JI has also learned that, during the Democrats’ meeting, a heated exchange took place between House Democratic Caucus Chair Hakeem Jeffries (D-NY) and Shtayyeh when Shtayyeh accused Israel of engaging in apartheid and Jeffries forcefully pushed back.

Prior to the trip, Jeffries said in a statement about Amnesty International’s report accusing Israel of apartheid that accusations of Israeli apartheid are “demonstrably false, dangerous and designed to isolate Israel in one of the toughest neighborhoods in the world.”

Three of the Republicans who spoke to JI said the PA leaders listed off a number of concerns, including water and electricity charges from the Israeli government and claims that the Israeli government was preventing the PA from holding elections, and asked the U.S. delegation to intervene with the Israels on their behalf. Kim described the PA leaders as having “such victim mentality,” and blaming Israel for the lack of progress toward peace.

“The meeting is valuable — going in and actually seeing the region… and then sitting down with him and listening to him talk is helpful for us to understand the situation,” Valadao said. “But I just didn’t get the impression that [Shtayyeh] is someone who is looking for long-term peace with Israelis in the region.”

Rice said that PA officials engaged in “revisionist history” but they had a “robust discussion.” She added that, as in previous visits, she saw “firsthand the Palestinians and Israelis living peacefully as neighbors for the most part.”

Gonzales described the meeting with Shtayyeh as “one of my more enjoyable meetings.”

“It’s not every day anyone, much less an American, can travel safely through Palestine, and another is you’ve got to sit across and have that conversation… America’s role is to just facilitate more conversation, more real conversation that ultimately turns into real results,” he said, describing heading from PA leadership as “productive.” 

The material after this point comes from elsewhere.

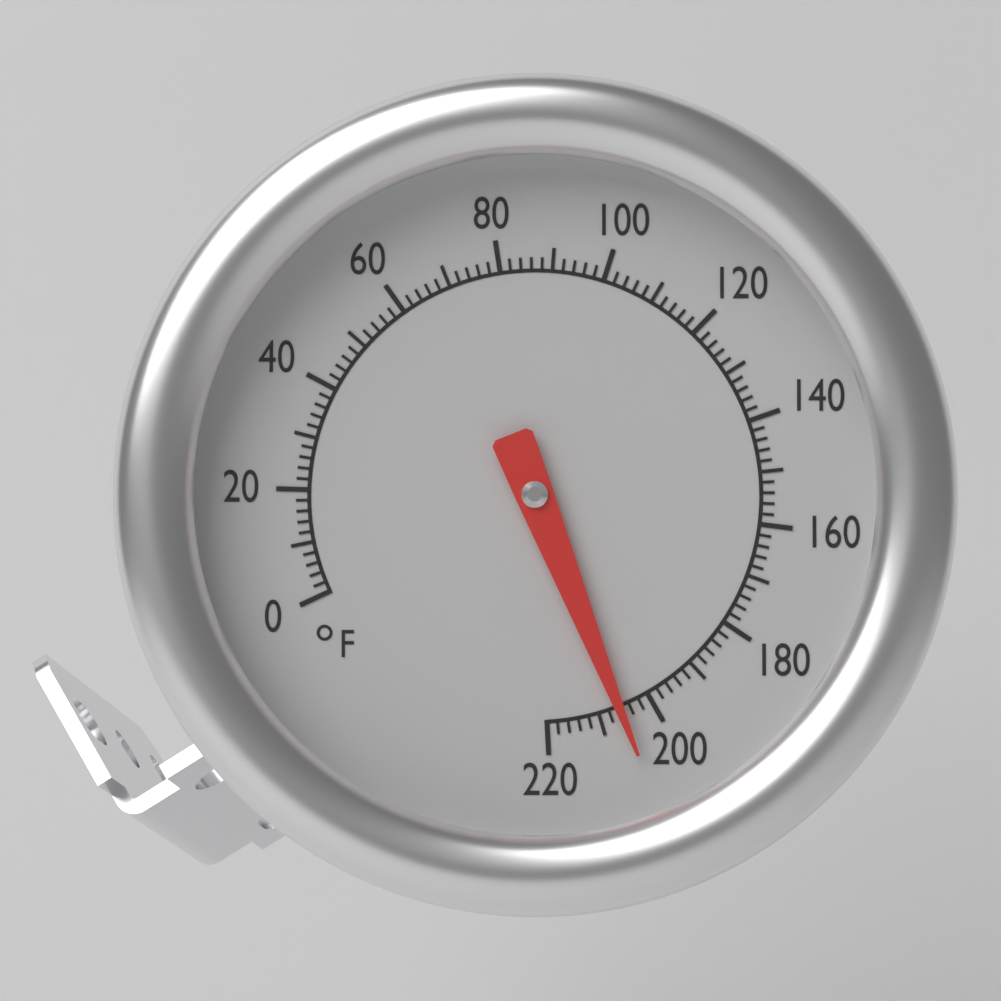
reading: 206 °F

“I would just like the United States to play a bigger role in pushing forward on the Palestine-Israel negotiations,” he added.

The Republican delegation was more than twice as large as the Democratic delegation, and only three of the 19 Democratic freshmen joined the trip. Several of the Democrats on the trip had also been to Israel in recent months as part of a House Foreign Affairs Committee delegation.

Rice said that COVID-related delays, the trip’s timing at the beginning of an election year and the smaller Democratic freshman class may have contributed to the smaller-than-normal turnout.

“There were almost 50 members there at the same time, which I thought was good,” she added.

Rice, who is retiring from Congress at the end of her term, said that anti-Israel rhetoric from far-left Democrats is a “huge concern” for her, adding, “It’s really important that people continue to travel to the region because it’s really hard to engage in anti-Israel rhetoric when you go there and you actually see on the ground what’s going on there.”

“My hope,” she continued, “is that people understand how important it is to stand by Israel and maintain this alliance that we have with them.”

Rice’s exhortation to travel to Israel was one that was echoed by several other lawmakers.

“We all walked away feeling like everyone needs to come to Israel,” Kim said.

“Someone told me this and I thought it was spot on: If it can’t be your first trip to Israel, the next best thing is going with someone else who it’s their first trip,” Gonzales added.